If a value for the su_command
configuration key is not present, it must default to su -c
. Otherwise, it must use whatever was provided:
let su_command = schema.input.configuration.main.su_command in
match schema.input.configuration.main.su_command_quoted concat
concat
If the value for su_command
was never set, it will contain the default value as set in the origin
schema, which will never have been overwritten by the configuration parser. Because of this, the Su
module does not need to concern itself with or even know what this default is.
What it does concern itself with is whether or not the configuration establishes that the command must be quoted, which is true for su -c
but not true for sudo
or doas
. So it simply constructs a string list with a quoted or unquoted command and returns that.
Package
Another submodule that’s a bit more involved than many in the System
module is the Package
submodule. It creates an abstraction layer between tori and the package manager running in the current operating system.
For the purposes of the iganaq experiment, this OS is Alpine Linux.
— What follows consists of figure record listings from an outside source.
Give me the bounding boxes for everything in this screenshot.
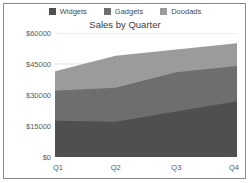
chart-figure: Widgets Gadgets Doodads Sales by Quarter…	[0, 0, 250, 183]
legend-label-doodads: Doodads	[171, 7, 201, 16]
stacked-area-plot	[55, 33, 237, 157]
x-axis-label: Q1	[53, 163, 63, 172]
y-axis-label: $45000	[3, 60, 51, 69]
legend-item-gadgets[interactable]: Gadgets	[104, 7, 143, 16]
legend-swatch-doodads	[160, 8, 167, 15]
chart-legend: Widgets Gadgets Doodads	[0, 7, 250, 16]
legend-label-widgets: Widgets	[60, 7, 87, 16]
x-axis-label: Q2	[111, 163, 121, 172]
y-axis-label: $60000	[3, 29, 51, 38]
legend-label-gadgets: Gadgets	[115, 7, 143, 16]
plot-area	[55, 33, 237, 157]
legend-swatch-widgets	[49, 8, 56, 15]
x-axis-label: Q3	[171, 163, 181, 172]
y-axis-label: $15000	[3, 122, 51, 131]
area-series-group	[55, 43, 237, 157]
legend-item-widgets[interactable]: Widgets	[49, 7, 87, 16]
x-axis-label: Q4	[229, 163, 239, 172]
legend-item-doodads[interactable]: Doodads	[160, 7, 201, 16]
legend-swatch-gadgets	[104, 8, 111, 15]
y-axis-label: $30000	[3, 91, 51, 100]
y-axis-label: $0	[3, 153, 51, 162]
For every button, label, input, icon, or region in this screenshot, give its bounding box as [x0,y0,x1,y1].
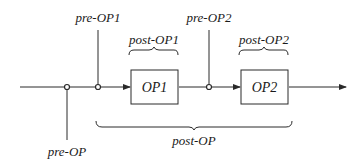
pre-op1-label: pre-OP1 [74,10,120,25]
op1-label: OP1 [142,80,168,95]
post-op2-label: post-OP2 [238,32,289,47]
node-pre-op2 [207,85,212,90]
post-op1-brace [129,47,178,55]
pre-op2-label: pre-OP2 [185,10,232,25]
node-pre-op1 [96,85,101,90]
flow-diagram: OP1 OP2 pre-OP1 pre-OP2 post-OP1 post-OP… [0,0,362,167]
post-op2-brace [239,47,288,55]
op2-label: OP2 [252,80,278,95]
pre-op-label: pre-OP [47,144,87,159]
node-pre-op [65,85,70,90]
post-op1-label: post-OP1 [128,32,179,47]
post-op-label: post-OP [171,133,215,148]
post-op-brace [96,121,292,130]
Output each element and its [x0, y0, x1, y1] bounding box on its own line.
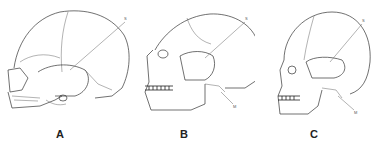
panel-letter-b: B — [174, 128, 194, 140]
skull-panel-a: S A — [0, 0, 130, 149]
modern-skull-drawing — [250, 0, 380, 149]
label-squamosal-b: S — [245, 16, 248, 21]
panel-letter-a: A — [50, 128, 70, 140]
panel-letter-c: C — [304, 128, 324, 140]
skull-panel-b: S M B — [125, 0, 255, 149]
label-mastoid-b: M — [233, 104, 236, 109]
archaic-skull-drawing — [125, 0, 255, 149]
label-mastoid-c: M — [354, 110, 357, 115]
skull-panel-c: S M C — [250, 0, 380, 149]
infant-skull-drawing — [0, 0, 130, 149]
label-squamosal-c: S — [362, 18, 365, 23]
To abstract away a package manager, we’ll need some types:
Which we can now use to create a table of supported package managers:
let table: manager_table =
On this foundation, we can write a function that will ask the system’s package manager for a list of manually installed packages and compare it to what state the current schema has, conciliating them by adding/removing packages until both lists match.
Remember the intention is not to provide actually useful functionality, rather, it’s to learn and demonstrate how both tasks — installing and uninstalling a system package — can be accomplished in each programming language.
match packages (* do-nothing empty package list case suppressed for brevity *)
let su_command_line = schema.input.configuration.main.su_command in
let su_command = head_of_su_command su_command_line in
let su = elevate_wrapped
in
let log_output =
if simulate then
"Would execute:\n" ^
"\n"
concat else
let ran =
if simulate then [ else run_many commands in
"Executed:\n" ^
"\n" in
concat
What I like about this is that commands can’t really be executed here without getting captured into the ran
contents, which is a pattern I’d like to move further into the Process
module. It also provides a way to simply simulate rather than execute commands, which is useful when running some tests.
What I don’t like about this are the several su
, su_command
, su_command_line
, head_of_su_command
declarations, which I frankly find confusing writing about this a few months later, so there’s definitely some room for improvement here.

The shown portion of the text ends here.